I fiddled with the thing for awhile, cleaning out the metal shavings and straightening the bent brass cog, then degreasing the brass parts, but couldn’t get it to reliably work because the brass cog now slipped freely on its steel shaft, as did the tiny actuator pin mounted to the cog.

Then today, because I was homebound by the arrival of a snow storm, I took the clockwork in from the cold shop and began working on it from the comfort of my warm office. I succeeded in making the hole in the center of the brass cog, and that for the tiny pin, a bit tighter by the application of some concentrated force with a steel tool, and was able to get it properly reassembled and the escapement’s timing adjusted so that, wonder of wonders, the dang thing began to oscillate back and forth, making its wonderful little ticking sound once again.
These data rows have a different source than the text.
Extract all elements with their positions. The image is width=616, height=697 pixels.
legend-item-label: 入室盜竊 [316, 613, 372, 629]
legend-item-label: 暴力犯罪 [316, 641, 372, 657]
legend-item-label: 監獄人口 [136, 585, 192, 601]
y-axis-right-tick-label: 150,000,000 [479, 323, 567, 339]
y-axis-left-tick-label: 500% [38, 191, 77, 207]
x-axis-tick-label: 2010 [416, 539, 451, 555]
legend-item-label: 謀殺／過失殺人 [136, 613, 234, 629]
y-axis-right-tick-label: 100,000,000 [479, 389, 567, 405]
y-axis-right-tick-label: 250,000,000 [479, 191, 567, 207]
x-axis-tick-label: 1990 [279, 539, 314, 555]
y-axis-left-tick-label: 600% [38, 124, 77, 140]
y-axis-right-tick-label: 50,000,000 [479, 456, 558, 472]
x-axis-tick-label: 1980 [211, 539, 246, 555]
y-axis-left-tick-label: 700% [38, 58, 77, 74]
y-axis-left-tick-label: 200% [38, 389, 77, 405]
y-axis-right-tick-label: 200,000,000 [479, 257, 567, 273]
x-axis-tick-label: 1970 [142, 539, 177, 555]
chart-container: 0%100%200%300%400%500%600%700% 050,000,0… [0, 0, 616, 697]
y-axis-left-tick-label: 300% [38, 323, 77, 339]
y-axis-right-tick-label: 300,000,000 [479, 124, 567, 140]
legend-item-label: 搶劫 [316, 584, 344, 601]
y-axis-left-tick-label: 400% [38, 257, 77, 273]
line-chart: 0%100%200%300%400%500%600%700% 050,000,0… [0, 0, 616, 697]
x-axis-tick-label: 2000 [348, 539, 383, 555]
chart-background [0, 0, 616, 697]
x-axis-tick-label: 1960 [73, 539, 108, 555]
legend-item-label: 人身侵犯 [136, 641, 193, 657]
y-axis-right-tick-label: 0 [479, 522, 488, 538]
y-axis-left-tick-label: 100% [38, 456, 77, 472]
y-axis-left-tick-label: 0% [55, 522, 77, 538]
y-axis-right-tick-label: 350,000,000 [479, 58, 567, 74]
What had once been a modest boat anchor was soon restored to its former glory, that of the humble parking meter, normally an object of our scorn and derision when out in public, but now the object of my pride and joy, almost like a proud Pappy and his newly arrived bambino. Almost.

I have a few ideas about what to do with a functional, full-sized parking meter. For one, it’s sitting at my desk right now, counting down the minutes as I write. So, there’s one possible application: as a handy writing timer, a method of disciplining oneself (or one’s grandkid) into so many minutes of uninterrupted study.
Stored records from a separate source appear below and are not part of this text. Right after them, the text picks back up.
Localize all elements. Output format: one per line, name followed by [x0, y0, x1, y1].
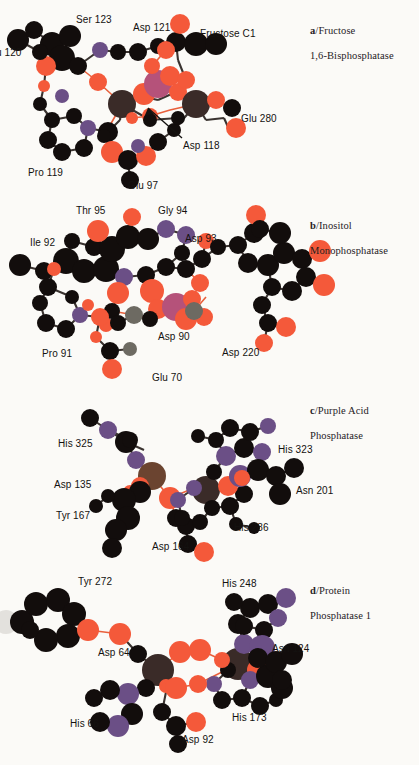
label-ile-92: Ile 92: [30, 237, 55, 248]
label-asp-93: Asp 93: [185, 233, 217, 244]
panel-d-title: d/Protein Phosphatase 1: [310, 572, 371, 622]
panel-a-title-line2: 1,6-Bisphosphatase: [310, 50, 394, 61]
label-his-248: His 248: [222, 578, 257, 589]
panel-d-protein-phosphatase-1: d/Protein Phosphatase 1 Tyr 272 His 248 …: [0, 560, 419, 765]
label-tyr-167: Tyr 167: [56, 510, 90, 521]
label-asp-220: Asp 220: [222, 347, 259, 358]
label-asp-92: Asp 92: [182, 734, 214, 745]
label-pro-91: Pro 91: [42, 348, 72, 359]
panel-a-title-line1: /Fructose: [315, 25, 355, 36]
label-asp-135: Asp 135: [54, 479, 91, 490]
label-asp-118: Asp 118: [183, 140, 220, 151]
panel-b-title: b/Inositol Monophosphatase: [310, 207, 388, 257]
panel-c-atoms: [81, 409, 304, 562]
label-his-325: His 325: [58, 438, 93, 449]
label-pro-119: Pro 119: [28, 167, 63, 178]
phosphatase-active-site-figure: a/Fructose 1,6-Bisphosphatase Ser 123 As…: [0, 0, 419, 765]
label-fructose-c1: Fructose C1: [200, 28, 256, 39]
label-glu-120: u 120: [0, 47, 22, 58]
label-thr-95: Thr 95: [76, 205, 106, 216]
label-his-286: His 286: [234, 522, 269, 533]
panel-d-title-line2: Phosphatase 1: [310, 610, 371, 621]
label-his-323: His 323: [278, 444, 313, 455]
label-glu-280: Glu 280: [241, 113, 277, 124]
label-asp-121: Asp 121: [133, 22, 170, 33]
panel-c-title-line1: /Purple Acid: [315, 405, 369, 416]
panel-a-atoms: [7, 14, 246, 189]
panel-a-title: a/Fructose 1,6-Bisphosphatase: [310, 12, 394, 62]
label-tyr-272: Tyr 272: [78, 576, 112, 587]
panel-d-atoms: [10, 588, 303, 753]
panel-b-title-line1: /Inositol: [316, 220, 352, 231]
panel-b-title-line2: Monophosphatase: [310, 245, 388, 256]
panel-b-inositol-monophosphatase: b/Inositol Monophosphatase Thr 95 Gly 94…: [0, 195, 419, 380]
label-asp-64: Asp 64: [98, 647, 130, 658]
label-asp-90: Asp 90: [158, 331, 190, 342]
panel-c-title: c/Purple Acid Phosphatase: [310, 392, 369, 442]
label-asn-124: Asn 124: [272, 643, 309, 654]
label-asp-164: Asp 164: [152, 541, 189, 552]
panel-a-fructose-16-bisphosphatase: a/Fructose 1,6-Bisphosphatase Ser 123 As…: [0, 0, 419, 200]
label-ser-123: Ser 123: [76, 14, 112, 25]
panel-c-purple-acid-phosphatase: c/Purple Acid Phosphatase His 325 His 32…: [0, 378, 419, 563]
panel-c-title-line2: Phosphatase: [310, 430, 363, 441]
label-glu-97: Glu 97: [128, 180, 158, 191]
panel-d-title-line1: /Protein: [316, 585, 350, 596]
label-his-66: His 66: [70, 718, 99, 729]
label-asn-201: Asn 201: [296, 485, 333, 496]
label-his-173: His 173: [232, 712, 267, 723]
label-gly-94: Gly 94: [158, 205, 188, 216]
Then there’s the idea of a time-out meter. When the little ones get a bit too rambunctious, just slip a penny or nickel into the slot, twist the knob and announce with satisfaction “Okay, mister, you’re in time-out until the red flag pops up.”

I did present to my wife the idea of using it as a kitchen timer, but it just doesn’t go with our decor (which is surprising, given that our kitchen badly needs a remodel, the 50-year-old, original insert-oven sporting an analog temperature dial which once inspired a guest to comment that “it looks like an old car radio...”). No; however impressed Mrs. Van Cleave was with the prospect of owning a functional parking meter, using it within the confines of the kitchen was not anywhere near the top of her priority list. I’d have to find another use for it.
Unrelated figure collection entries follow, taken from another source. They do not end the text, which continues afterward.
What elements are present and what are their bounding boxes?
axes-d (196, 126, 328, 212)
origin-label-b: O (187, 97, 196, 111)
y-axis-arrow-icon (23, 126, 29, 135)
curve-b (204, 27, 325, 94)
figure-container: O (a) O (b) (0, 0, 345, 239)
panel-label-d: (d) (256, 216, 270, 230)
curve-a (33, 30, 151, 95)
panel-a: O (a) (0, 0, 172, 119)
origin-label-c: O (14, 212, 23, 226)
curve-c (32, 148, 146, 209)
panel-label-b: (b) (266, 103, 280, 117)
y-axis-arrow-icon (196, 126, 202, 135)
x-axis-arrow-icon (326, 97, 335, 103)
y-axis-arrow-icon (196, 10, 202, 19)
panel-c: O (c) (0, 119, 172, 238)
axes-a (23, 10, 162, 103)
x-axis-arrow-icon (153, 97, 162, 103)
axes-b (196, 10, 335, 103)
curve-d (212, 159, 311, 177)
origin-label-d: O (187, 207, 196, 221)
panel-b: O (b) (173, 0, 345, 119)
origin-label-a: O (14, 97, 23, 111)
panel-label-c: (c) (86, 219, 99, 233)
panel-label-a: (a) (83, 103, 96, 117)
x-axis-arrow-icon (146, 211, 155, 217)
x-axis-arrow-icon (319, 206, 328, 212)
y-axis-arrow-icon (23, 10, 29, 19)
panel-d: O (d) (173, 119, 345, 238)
Really, it doesn’t look all that bad sitting here in the office, next to the old manual typewriter. But, it’s not in its original element. Birds were meant to fly, fish were meant to swim, and parking meters were built to reside out-of-doors. So, I figure that I’ll just wait until the weather warms up a bit and mount the old meter out in the front yard, like yard art, on a well-secured metal pole. The kids and visitors alike can have fun putting their spare change into the thing, and who knows, perhaps I’ll be able to save up enough cash to go on vacation (though I’m not holding my breath). 

But, I probably won’t mount the meter at the curbside. Governments, even modest city governments like ours, don’t find much humour in direct competition.

Oops, the meter’s expired, time to get moving on outta here. See you soon, and don’t take any wooden nickels.

(Posted via iPad)

Post-Script: this is my first blog post with my recently-acquired iPad2. I wrote the piece on iWriter, my first purchased app, and shot the photo on the iPad's camera which is, as you can tell, rather point-and-shoot-ish. I also don't yet have a photo editing app (there being, like, 10,000 or more from which to choose from), and so all I did to the picture after capture was to crop it to square format, then upload to Flickr. Which was another interesting challenge. I ended up emailing it to my Flickr account, a rather round-about method because the regular uploader isn't iPad friendly, but it works. Then, grabbing the BB code to link the photo to my blog was also a challenge, the iPad lacking anything that could be construed as a right-mouse button click. And, highlighting individual letters in each paragraph to be bolded is also a bit klunkier, hence the lack of spit-and-polish to this post.